1

As an applied mathematics student coming from a small university, I have not had an adequate course in writing/formulating proofs for problems in advanced calculus/real analysis (my university has an advanced calculus course, not a real analysis course). In the fall I will take the first of a two part course in advanced calculus. I believe we will use Fitzpatrick's book, Advanced Calculus.

So, in order to prepare for the rigor and proof writing that will be necessary in this course, is there a good book or pdf that will provide solutions to problems involving proofs? I've found plenty of books with tons of problems but finding solutions to check myself (or see if there is a more clever approach) has been difficult. I hope this isn't too broad of a question, maybe some of you coming from smaller universities will understand my dilemma.

Watson
  • 23,793

4 Answers4

2

Analysis With An Introduction to Proof, 5th Edition by Steven R. Lay. I thought this was a great book to learn how to write mathematical proofs. Shows you completely how to write proofs and the approach to take in how to start a proof.

Guest
  • 21
  • 2
  • You can read reviews on Amazon https://www.amazon.com/Analysis-Introduction-Proof-5th-Steven/dp/032174747X – Guest Jan 22 '17 at 05:26
1

I like the book Mathematical Writing by Franco Vivaldi, based on a course on writing offered to second year undergraduates at Queen Mary, University of London. It used to be offered online for free but seems to have been snapped up by Springer. Perhaps your library has a copy.

user134824
  • 12,212
  • 1
    archive.org works its usual wonders here: https://web.archive.org/web/20131023101318/http://www.maths.qmul.ac.uk/~fv/books/mw/mwbook.pdf – darij grinberg Jun 11 '15 at 18:47
1

Though the material in the book isn't related to calculus, Richard Hammock's Book of Proof is a nice introduction to proofs that goes over direct, contrapositive, contradiction, induction and set containment proof techniques. The problems throughout the book generally consists of proving basic number theory results, so there aren't any extensive prerequisites that are necessary. The books content, as well solutions, can be found on the website http://www.people.vcu.edu/~rhammack/BookOfProof/

0

"A Logical approach to discrete math" teachs predicate and propositional calculus and even gives a "formal" epsilon-delta example, in chapter 9, in complete detail with reference to the quantifiers rules applied.

It is a very good book. I have used it in my undergraduate math classes and even consulted it in graduate school.

There is also a proof-checker, for the book, that will look at your proofs and inform you if they are valid or not. It's called CalcCheck and is maintained by one wolfram kahl.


* **TASK GOAL**: Copy out each line from the material where the word "discharged" is found.

* **PROVIDED DATA**:

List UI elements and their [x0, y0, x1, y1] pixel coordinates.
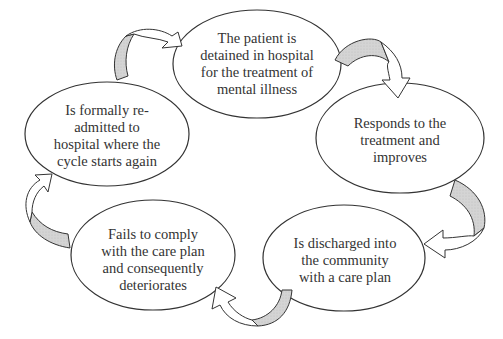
node-detained-line: for the treatment of: [200, 64, 314, 81]
node-fails: Fails to comply with the care plan and c…: [76, 220, 230, 300]
node-responds-line: treatment and: [354, 132, 447, 149]
node-fails-line: deteriorates: [101, 277, 204, 294]
node-discharged-line: with a care plan: [294, 269, 397, 286]
arrow-readmitted-to-detained-icon: [114, 29, 182, 80]
node-discharged-line: the community: [294, 252, 397, 269]
node-detained-line: detained in hospital: [200, 47, 314, 64]
arrow-fails-to-readmitted-icon: [26, 174, 70, 248]
node-detained-line: mental illness: [200, 81, 314, 98]
node-discharged: Is discharged into the community with a …: [270, 230, 420, 290]
arrow-responds-to-discharged-icon: [424, 180, 485, 258]
node-readmitted-line: admitted to: [54, 119, 160, 136]
node-discharged-line: Is discharged into: [294, 235, 397, 252]
node-readmitted-line: cycle starts again: [54, 153, 160, 170]
node-readmitted: Is formally re- admitted to hospital whe…: [30, 96, 184, 176]
node-responds: Responds to the treatment and improves: [325, 110, 475, 170]
node-responds-line: Responds to the: [354, 115, 447, 132]
node-readmitted-line: Is formally re-: [54, 102, 160, 119]
node-detained-line: The patient is: [200, 30, 314, 47]
node-detained: The patient is detained in hospital for …: [180, 24, 334, 104]
node-responds-line: improves: [354, 149, 447, 166]
node-fails-line: and consequently: [101, 260, 204, 277]
node-readmitted-line: hospital where the: [54, 136, 160, 153]
node-fails-line: with the care plan: [101, 243, 204, 260]
node-fails-line: Fails to comply: [101, 226, 204, 243]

* **WRITTEN RESPONSE**:
node-discharged-line: with a care plan: [294, 269, 397, 286]
node-discharged-line: the community: [294, 252, 397, 269]
node-discharged: Is discharged into the community with a …: [270, 230, 420, 290]
arrow-responds-to-discharged-icon: [424, 180, 485, 258]
node-discharged-line: Is discharged into: [294, 235, 397, 252]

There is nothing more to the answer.